Betty smiled at him. ‘You sound disappointed,’ she said.
He shrugged. ‘Well, you know, I’ve got used to having you around. Where are you thinking of going?’
‘Oh, shit, I don’t know.’ She ran her hands down her face, thinking of St Luke’s House. ‘I have no idea.’ She inhaled loudly, and then she said: ‘Dom Jones just asked me to live with him.’
John blinked. ‘What?’
‘Earlier, when I went round to his. He told me he’s crazy about me and he wants to live in the country with me and become a new person.’ As the words left her mouth she felt the full ridiculousness of them and she laughed wryly.
‘You’re kidding me.’
‘No,’ she laughed again. ‘I’m not. Look.’ She brought the particulars for St Luke’s House down from her mezzanine. ‘He wants to buy this and move me in. He wants to be a “grown-up”.’
The two of them sat side by side staring at the part
iculars for a minute, both trying to form a suitable response.
‘So, that morning,’ began John, ‘you know, when you were coming in, early ...?’
‘Yes. I slept with him. I slept with Dom Jones. You were right.’
John groaned and let his chin fall into his chest. ‘Oh, Betty,’ he said.
‘I know,’ she said. ‘And I know you said I would and I said I wouldn’t, but honestly, John, he can be so lovely ...’
John raised an eyebrow sceptically.
‘Really. He can. And then other times he can be such a prick, and I do really like him, though I definitely don’t think I love him. But look at this place!’ she waved the paperwork. ‘Just look at it! I wouldn’t have to work again. I wouldn’t have to worry about money ...’
‘You wouldn’t ever be able to trust him. Ever.’
Betty sighed and stared at her feet. ‘I know,’ she said. ‘Of course I know. It’s just. Christ. He’s a pop star. He’s a genius ...’
John snorted.
‘Well, some people think he’s a genius. And Arlette lost her chance to spend her life with a world-famous musician.
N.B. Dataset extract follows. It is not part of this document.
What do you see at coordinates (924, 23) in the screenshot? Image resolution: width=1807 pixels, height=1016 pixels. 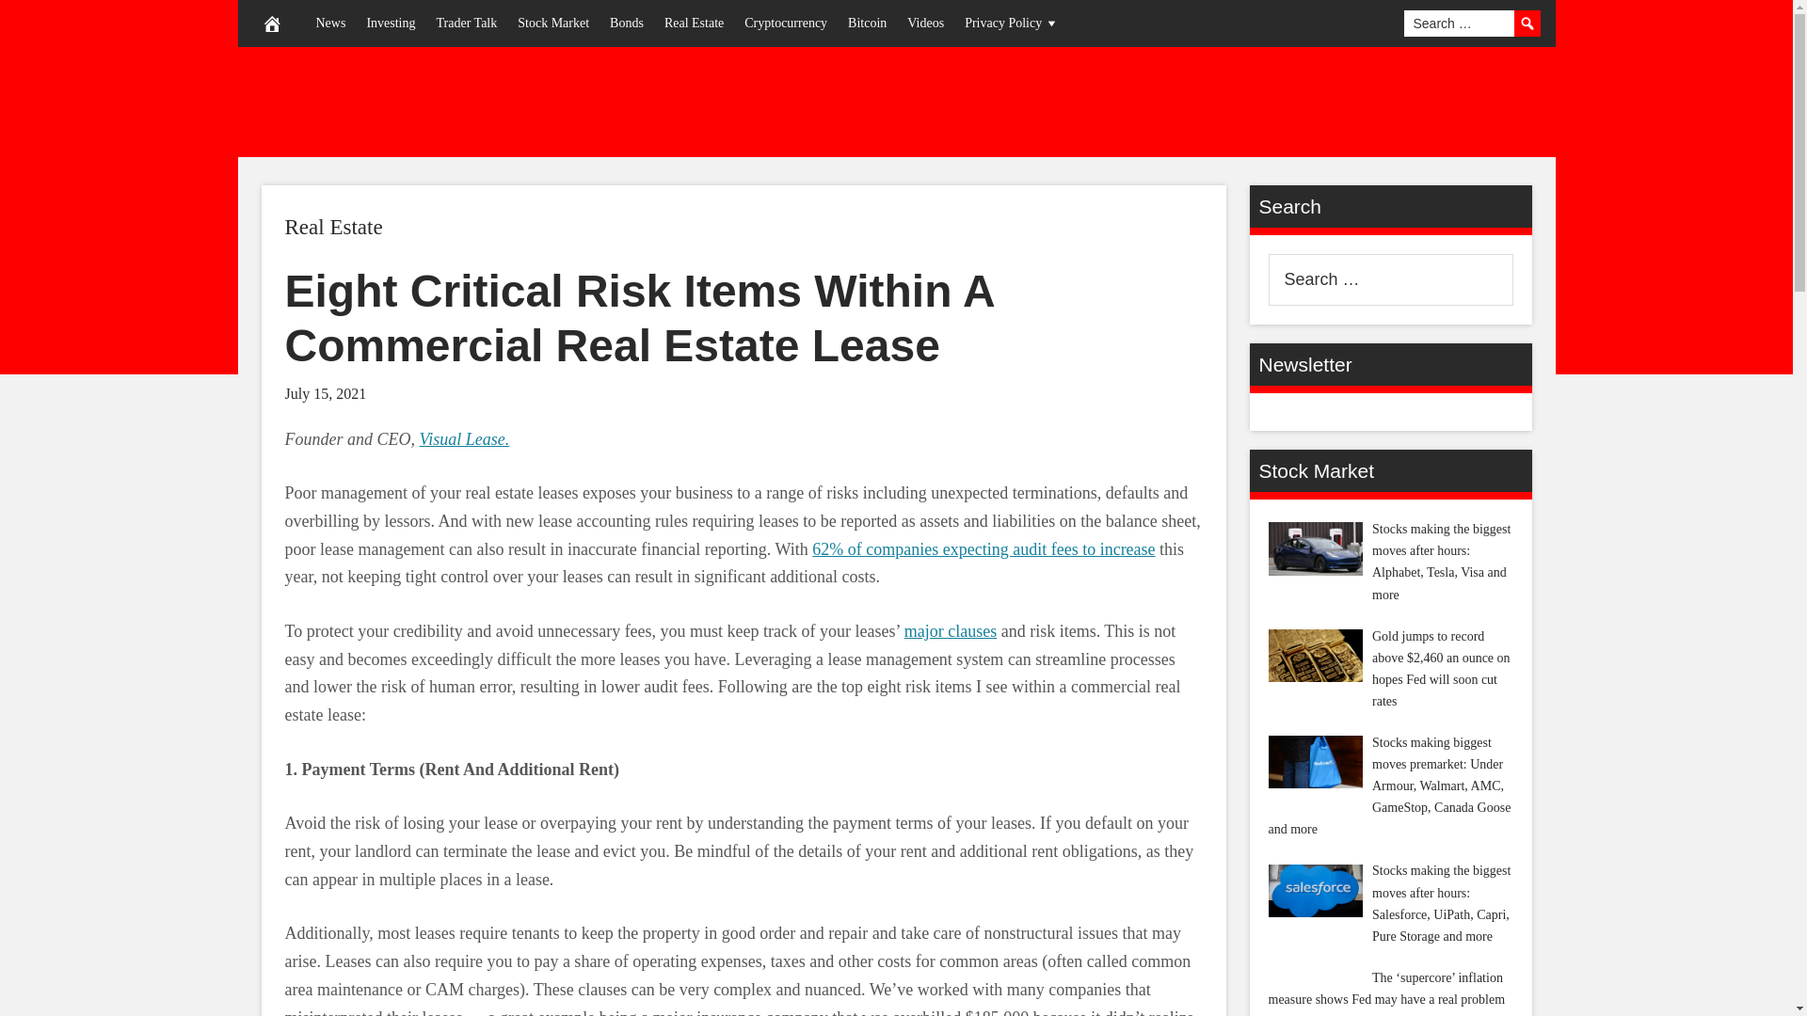 I see `Videos` at bounding box center [924, 23].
She had that opportunity taken away from her and now it’s being offered to me and I kind of think it’s like history repeating itself and I’d need a really good reason not to take it.’
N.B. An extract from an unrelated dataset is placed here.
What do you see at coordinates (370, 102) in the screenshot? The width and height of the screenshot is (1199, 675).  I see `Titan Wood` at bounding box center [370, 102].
It was silent for a moment and Betty stared pensively at the carpet beneath her feet.
‘I can think of a really good reason.’
She looked at him curiously. ‘What?’ she said.
‘This,’ he said.
And then he brought her face towards his with warm strong hands and kissed her on the lips.
Betty stared at him. She blinked, once, and said, ‘You kissed me.’
He nodded.
‘Why?’ she said. ‘Why did you kiss me?’
He groaned and got to his feet. He paced towards the window and stared at the street below.
‘No, really,’ she continued. ‘Why?’
He turned, abruptly, and stared at her. ‘Never mind,’ he said quietly. ‘Forget it ever happened.’